Color, which results from resonant interaction of light with discrete energy states of atoms and molecules, is a primary attribute of human visual perception. It plays a crucial role both in imaging and display technology and in the arts. In work this year, we demonstrated the ability to tune both color hue and brightness in transmitted light with a specially designed metasurface—at a level of detail sufficient to create a “nanopainting” that reproduces a celebrated artwork.1
Remarkable developments in nanofabrication technology in recent years have created the ability to engineer the interaction of light with artificial nanostructures, “meta-atoms” and “meta-molecules,” on a deep-subwavelength scale, to create vivid structural colors.2 These artificial nanostructures—composed either of metals that leverage localized surface plasmon resonances, or of dielectric materials that leverage Mie resonances—can tailor the spectrum of incoming light, and generate vivid colors by simply varying their shape, size or material composition.
Most work in this area of color engineering using nanostructured surfaces has focused on achieving high color gamut and saturation, while preserving the amplitude of the desired color upon transmission or reflection. Though such devices exhibit high transmission or reflection efficiency, the brightness of the generated color is fixed. However, since brightness is (along with gamut and saturation) one of the fundamental properties of color, the ability to convey impressions of perspective, depth and even three-dimensionality requires efficient and smooth tuning of the brightness as well as hue.
In our work,1 we demonstrated the ability to efficiently and smoothly control the brightness of structural colors across the entire visible spectral range through the realization of a nanopainting—a millimeter-scale image displaying subtle color and shadow details as if created with a nanoscale brush. We implemented a reproduction of the 1665 masterpiece by Dutch artist Johannes Vermeer, Girl with a Pearl Earring, using a low-loss dielectric-metasurface. The surface included an array of titanium-dioxide nanopillars of spatially varying dimensions, which determine the hue of the output color, and rotational orientations, which determine its brightness.
The nanopillars are designed to act individually as narrowband half-wave plates capable of rotating the polarization of linearly polarized incident light only for the targeted filtering colors—red, green and blue. The metasurface-generated image, under white-light illumination and orthogonal polarizer–analyzer orientation, reveals a faithful, high-resolution replica of the painting, displaying its iconic subject wearing a blue turban, gold jacket, bright white collar and glowing pearl earring.
The scene is bathed in directional light, with dramatic peripheral shadows merging seamlessly into the black background. The remarkably smooth hue and brightness transitions confer an oil-painting-like appearance to the reproduction—illustrating how nanotechnology can meet Vermeer’s masterful rendering of color, light and shadow
Researchers
Pengcheng Huo, Maowen Song, Yanqing Lu and Ting Xu, Nanjing University, Nanjing, China
Wenqi Zhu, Henri J. Lezec and Amit Agrawal, National Institute of Standards and Technology, Gaithersburg, MD, USA
Motoko Shimizu, Freer Gallery of Art and Arthur M. Sackler Gallery, Smithsonian Institution, Washington, DC, USA
References
1. P. Huo et al. Optica 7, 1171 (2020).
2. S.D. Rezaei et al. ACS Photon., doi: 10.1021/acsphotonics.0c00947 (2020).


WORK TO BE COMPLETED: Output all the data exactly. Pictures do not belong in the copy.

AVAILABLE DATA:
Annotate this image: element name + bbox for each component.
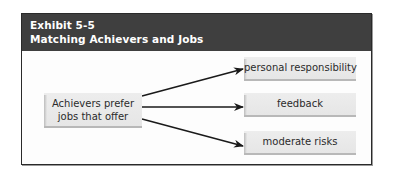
source-line-1: Achievers prefer — [44, 97, 142, 110]
source-box: Achievers prefer jobs that offer — [44, 93, 142, 128]
source-line-2: jobs that offer — [44, 110, 142, 123]
exhibit-frame: Exhibit 5-5 Matching Achievers and Jobs … — [21, 13, 372, 165]
target-label: personal responsibility — [244, 57, 356, 78]
target-box-feedback: feedback — [244, 93, 356, 117]
arrow-to-personal-responsibility — [142, 69, 243, 96]
target-label: feedback — [244, 93, 356, 114]
arrow-to-moderate-risks — [142, 119, 243, 146]
target-box-personal-responsibility: personal responsibility — [244, 57, 356, 81]
target-label: moderate risks — [244, 131, 356, 152]
target-box-moderate-risks: moderate risks — [244, 131, 356, 155]
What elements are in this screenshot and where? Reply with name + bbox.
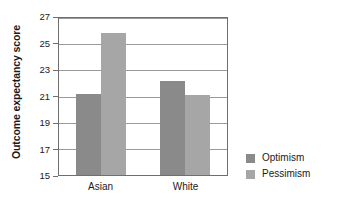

ANSWER SECTION:
Annotate this image: element name + bbox for each component.
source-line-1: Achievers prefer — [44, 97, 142, 110]
source-box: Achievers prefer jobs that offer — [44, 93, 142, 128]
source-line-2: jobs that offer — [44, 110, 142, 123]
exhibit-frame: Exhibit 5-5 Matching Achievers and Jobs … — [21, 13, 372, 165]
target-label: personal responsibility — [244, 57, 356, 78]
target-box-feedback: feedback — [244, 93, 356, 117]
arrow-to-personal-responsibility — [142, 69, 243, 96]
target-label: feedback — [244, 93, 356, 114]
arrow-to-moderate-risks — [142, 119, 243, 146]
target-box-personal-responsibility: personal responsibility — [244, 57, 356, 81]
target-label: moderate risks — [244, 131, 356, 152]
target-box-moderate-risks: moderate risks — [244, 131, 356, 155]
What elements are in this screenshot and where? Reply with name + bbox.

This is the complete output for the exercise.